27. Liability: probable future sacrifice of economic benefits arising as a result of past
transactions or events. It is a present obligation to be met by transfer of goods,
rendering service, or payment of money. Liabilities can be:
A) Current liabilities: these are obligations which are payable within a short period
(1year) from current assets or from current resources i.e. creditors, b/p, unpaid
expenses, unearned incomes, overdraft etc.
B) Non current or long term liabilities: these are obligations which are not payable
within a short period (1year) i.e. loans. Capital, debentures etc.
C) Internal liability: payable to owners i.e. capital, retained earnings etc.
D) External Liability: Payable to outsider i.e. unpaid exp. , Creditors, B/P.
E) Contingent liability : An item which may or may not become a liability depending
upon the occurrence or non occurrence of an event on a future date. Occurrence
of the event is the determining factor, after which the uncertainty vanishes. It is
not necessary that a liability. (E.g. Claims against a company not acknowledged
as debt. A suit may be pending before a court. The liability of the company is
contingent until a judgment is pronounced by the court.)
28. Types of Accounting: 1. Cash Based Accounting 2. Accrual Method of Accounting.
29. Cash Based Accounting : The cash method recognizes revenue when payment is
received, and recognizes expenses when cash is paid out.
30. Accrual/Mercantile Accounting : The accrual method of accounting requires that
revenue be recognized and assigned to the accounting period in which it is earned.
Similarly, expenses must be recognized and assigned to the accounting period in
which they are incurred. Although many companies use the accrual method of
accounting, some small businesses prefer the cash basic. The accrual method
generates tax obligations before the cash has been collected. This benefits the
Government because the Govt. gets its tax money sooner.
31. Branches of Accounting : 1. Financial Accounting, 2. Cost Accounting, 3.
Management Accounting
32. Financial Accounting: Financial Accounting is the process of summarizing financial
data taken from an organization’s accounting records and publishing in the form of
annual (or more frequent) reports for the benefit of people outside the organization.
33. Cost Accounting : Cost accounting establishes budget and actual cost of operations,
processes, departments or product and the analysis of variances, profitability or
social use of funds.
34. Management Accounting : Management accounting is concerned with the
provisions and use of accounting information by managers within organizations, to
provide them with the basic to make informed business decisions that will allow
them to be better equipped in their management and control functions.
35. Book-Keeping: Book keeping is the art of recording the transaction in the books of
original entry and the ledgers. This work is usually performed by junior clerks who
are sometimes called book keepers or account keepers. This work is of mechanical
nature and does not require any specialized knowledge of the principles of
accountancy. The work of such clerks is supervised by a man who is called an
accountant.
36. Accountancy: Accountancy involves the preparation of the final accounts to show
the results of the business at the end of a particular period. The man who is engaged
with this work is called an accountant. His work is not only of supervising the work of
book keepers but also to analyze, review and draw conclusions from the final
account. His work is of specialized nature and he must be well versed with the
principles of accountancy.
37. Proprietor: The persons who makes the investments and bears all the risks
connected with the business is called the proprietor.

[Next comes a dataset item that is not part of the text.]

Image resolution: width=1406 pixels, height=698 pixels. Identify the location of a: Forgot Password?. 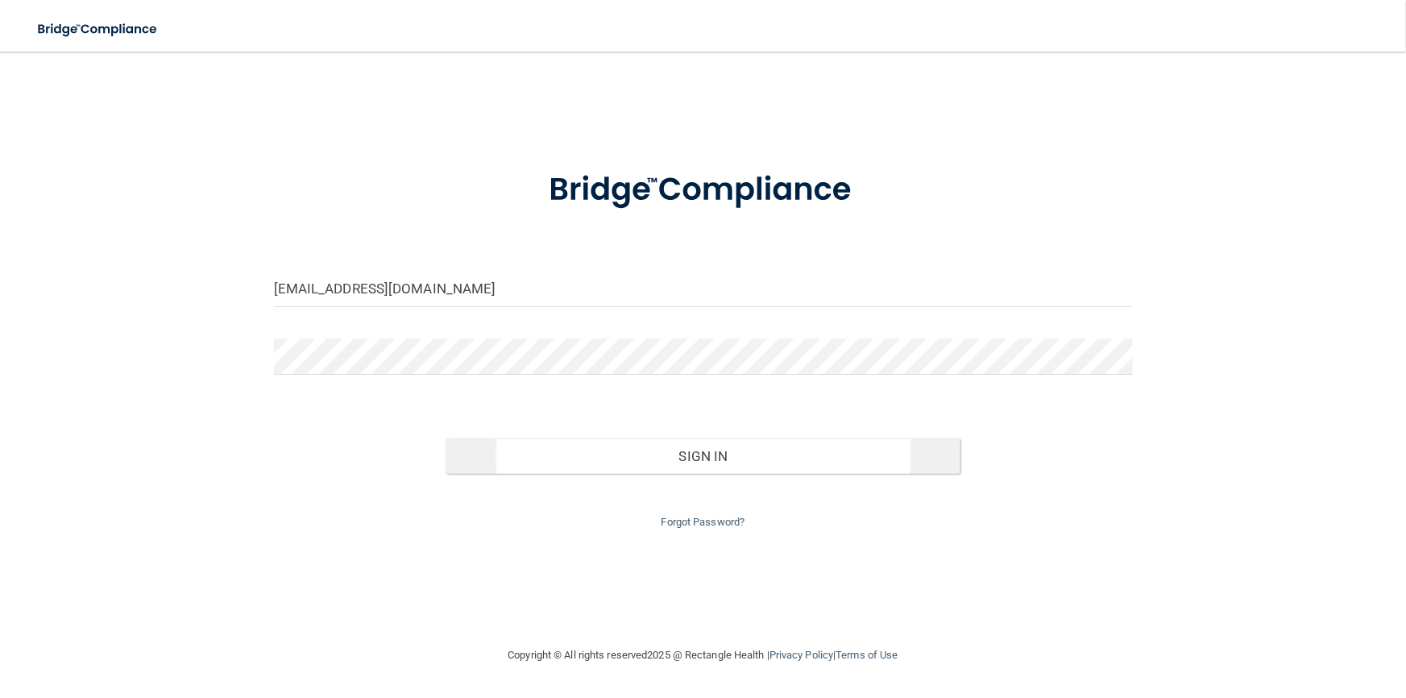
(703, 521).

38. Entity: This is an economic unit that is performing economic activities. For example,.
Reliance Petrochemicals Limited, Malvika Steel, Bharat Chemicals are entities.
39. Capital: It means the amount invested by the proprietor in the business enterprises.
It can be increased or decreased according to need. Profit of business increases the
capital and loss of the business decreases the capital. For the business, capital is a
liability towards the owner’s equity or net worth or net assets. It is the amount with
the help of which goods and assets are purchased in the business.